Jay Defeo (1929–89) has been nominated for 'Artist of the Year' by the Rob Pruitt at Awards 2013. "At the outset of her career in the 1950s, DeFeo was at the center of a vibrant community of Beat artists, poets, and musicians in San Francisco. Although she is best known for her monumental painting The Rose (1958–66, now in the Whitney’s collection), which she spent eight years making and which later languished hidden behind a wall for two decades, DeFeo created an astoundingly diverse range of works spanning four decades. Her unconventional approach to materials and intensive, physical process make DeFeo a unique figure in postwar American art who defies easy categorization." The entire breadth of her work appeared in a recent retrospective at the Whitney Museum of American Art, the latter text is taken from this exhibition.
Jack Goldstein (1945 - 2003) has been nominated by the Rob Pruitt Art Awards 2013 for 'Best Solo Show of the Year, Museum.' Jack Goldstein x 10,000 was the Canadian-born artist's first American retrospective, bringing to light his important legacy. This comprehensive exhibition framed Goldstein as a central figure of the Pictures Generation of the 1970s and 1980s and showcased his influential paintings and films, while also including installations, writings, and pioneering sound recordings.
Goldstein transformed, restaged, and remade films in such a way as to strip out specific details, context, and function. Exhibition highlights include his celebrated film of a growling Metro-Goldwyn-Mayer lion. Another signature work is the film The Jump featuring a leaping diver, performing a somersault and disintegrating into fragments. Given Goldstein's legacy and his increasing relevance to younger artists, this long overdue retrospective is essential to a larger re-evaluation of post-1960s American art.
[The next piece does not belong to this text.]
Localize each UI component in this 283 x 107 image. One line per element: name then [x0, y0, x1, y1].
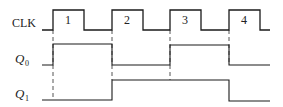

Virginia Overton has been nominated for 'Best Solo Show of the Year, Gallery.' The nominated show was Mitchell-Innes & Nash's first solo exhibition of Virginia Overton, which was on view in the Chelsea gallery from March 1 – April 6, 2013. The exhibition engaged the gallery architecture using lumber from trees harvested from Overton’s family farm in Tennessee.
Overton has become known for her site-responsive installations and sculptures made with quotidian materials. An ethos of ‘economy’ is an organizing principal in her work; Overton uses principles of simplicity and problem-solving familiar to DIY-ers, farmers and small-time inventors. Her go-to materials are those common in manual trades, as well as those she gathers around exhibition sites and ‘excavates’ from storage. She arranges these materials into phenomenological configurations; bending, pouring, balancing, leaning and ratcheting them into shape.
The range of ideas around work seem to figure in any description of what she does, not just in the ubiquitous use of the term to describe art objects, but also in its meanings related to labor or physical strength. But the roughness that might be connoted by work, is always balanced in her art by levity and grace.